I don\'t see the different between C#\'s (and VB\'s) new async features, and .NET 4.0\'s Task Parallel Library. Take, for example, Eric Lippert\'s code from here:
The problem here is that the signature of ArchiveDocuments
is misleading. It has an explicit return of void
but really the return is Task
. To me void implies synchronous as there is no way to "wait" for it to finish. Consider the alternate signature of the function.
async Task ArchiveDocuments(List<Url> urls) {
...
}
To me when it's written this way the difference is much more obvious. The ArchiveDocuments
function is not one that completes synchronously but will finish later.
There is a huge difference:
Wait()
blocks, await
does not block. If you run the async version of ArchiveDocuments()
on your GUI thread, the GUI will stay responsive while the fetching and archiving operations are running.
If you use the TPL version with Wait()
, your GUI will be blocked.
Note that async
manages to do this without introducing any threads - at the point of the await
, control is simply returned to the message loop.
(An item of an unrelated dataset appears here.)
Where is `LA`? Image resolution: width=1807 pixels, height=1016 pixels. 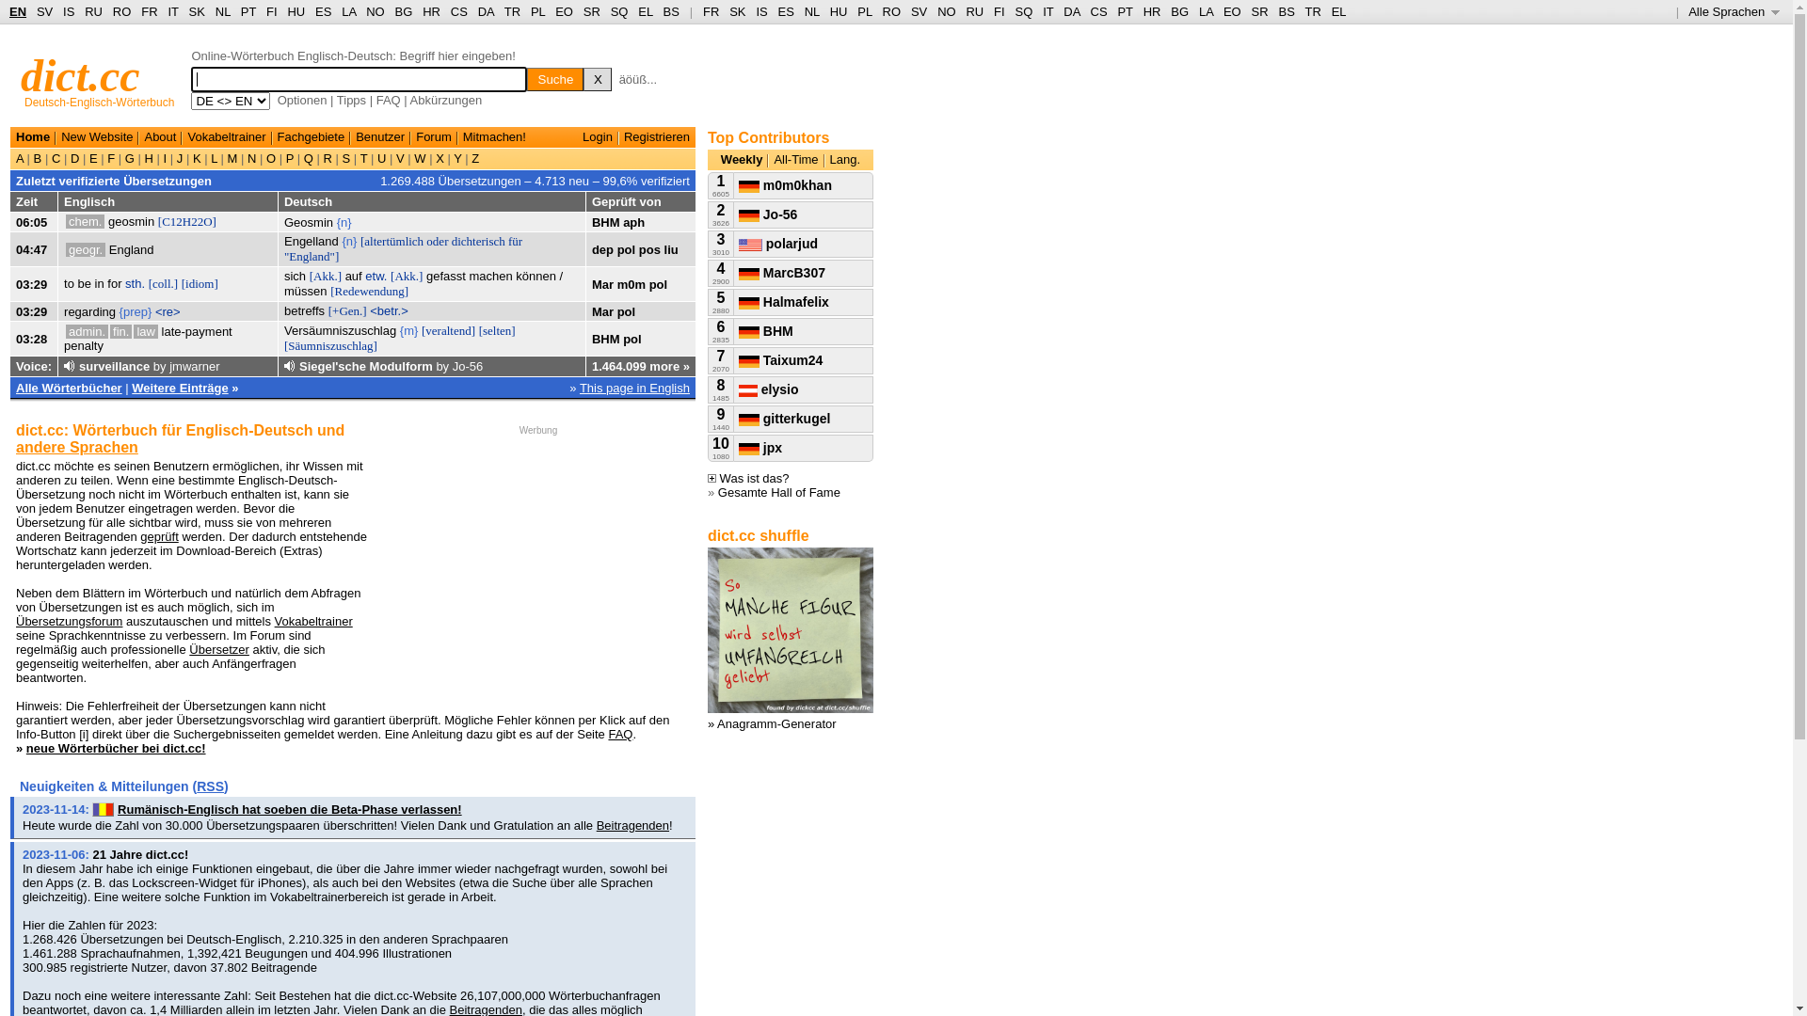 LA is located at coordinates (348, 11).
Once the task being waited for has completed, the remainder of the method (continuation) is enqueued on the message loop and the GUI thread will continue running ArchiveDocuments
where it left off.
Anders boiled it down to a very succinct answer in the Channel 9 Live interview he did. I highly recommend it
The new Async and await keywords allow you to orchestrate concurrency in your applications. They don't actually introduce any concurrency in to your application.
TPL and more specifically Task is one way you can use to actually perform operations concurrently. The new async and await keyword allow you to compose these concurrent operations in a "synchronous" or "linear" fashion.
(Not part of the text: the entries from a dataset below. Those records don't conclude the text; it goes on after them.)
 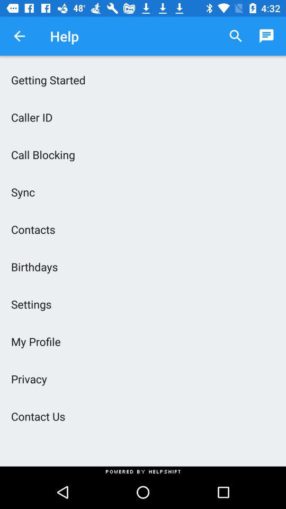 What do you see at coordinates (143, 79) in the screenshot?
I see `scroll to getting started item` at bounding box center [143, 79].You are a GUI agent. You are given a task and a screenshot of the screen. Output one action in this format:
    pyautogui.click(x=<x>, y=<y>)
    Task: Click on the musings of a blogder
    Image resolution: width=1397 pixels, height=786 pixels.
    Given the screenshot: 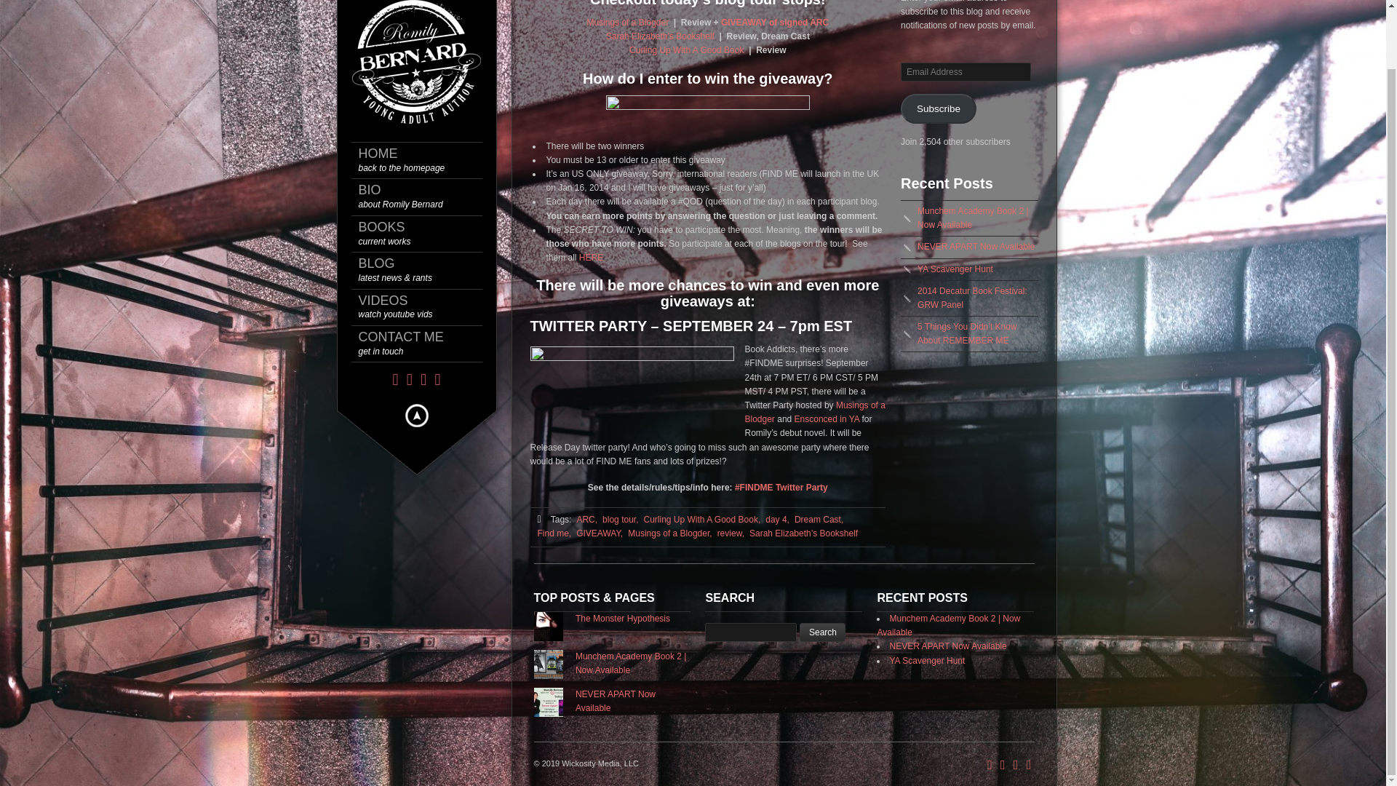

So you can still write a linear flow of control in your programs while the actual computing may or may not happen concurrently. When computation does happen concurrently, await and async allow you to compose these operations.
The await keyword does not introduce concurrency. It is like the yield keyword, it tells the compiler to restructure your code into lambda controlled by a state machine.
To see what await code would look like without 'await' see this excellent link: http://blogs.msdn.com/b/windowsappdev/archive/2012/04/24/diving-deep-with-winrt-and-await.aspx
The call to FetchAsync()
will still block until it completes (unless a statement within calls await
?) The key is that control is returned to the caller (because the ArchiveDocuments
method itself is declared as async
). So the caller can happily continue processing UI logic, respond to events, etc.
When FetchAsync()
completes, it interrupts the caller to finish the loop. It hits ArchiveAsync()
and blocks, but ArchiveAsync()
probably just creates a new task, starts it, and returns the task. This allows the second loop to begin, while the task is processing.
The second loop hits FetchAsync()
and blocks, returning control to the caller. When FetchAsync()
completes, it again interrupts the caller to continue processing. It then hits await archive
, which returns control to the caller until the Task
created in loop 1 completes. Once that task is complete, the caller is again interrupted, and the second loop calls ArchiveAsync()
, which gets a started task and begins loop 3, repeat ad nauseum.
The key is returning control to the caller while the heavy lifters are executing.
I think the misunderstanding arises here:
It seems that the await keyword is serving two different purposes. The first occurrence (FetchAsync) seems to mean, "If this value is used later in the method and its task isn't finished, wait until it completes before continuing." The second instance (archive) seems to mean, "If this task is not yet finished, wait right now until it completes." If I'm wrong, please correct me.
This is actually completely incorrect. Both of these have the same meaning.
In your first case:
var document = await FetchAsync(urls[i]);
What happens here, is that the runtime says "Start calling FetchAsync, then return the current execution point to the thread calling this method." There is no "waiting" here - instead, execution returns to the calling synchronization context, and things keep churning. At some point in the future, FetchAsync's Task will complete, and at that point, this code will resume on the calling thread's synchronization context, and the next statement (assigning the document variable) will occur.
Execution will then continue until the second await call - at which time, the same thing will happen - if the Task<T>
(archive) isn't complete, execution will be released to the calling context - otherwise, the archive will be set.
In the second case, things are very different - here, you're explicitly blocking, which means that the calling synchronization context will never get a chance to execute any code until your entire method completes. Granted, there is still asynchrony, but the asynchrony is completely contained within this block of code - no code outside of this pasted code will happen on this thread until all of your code completes.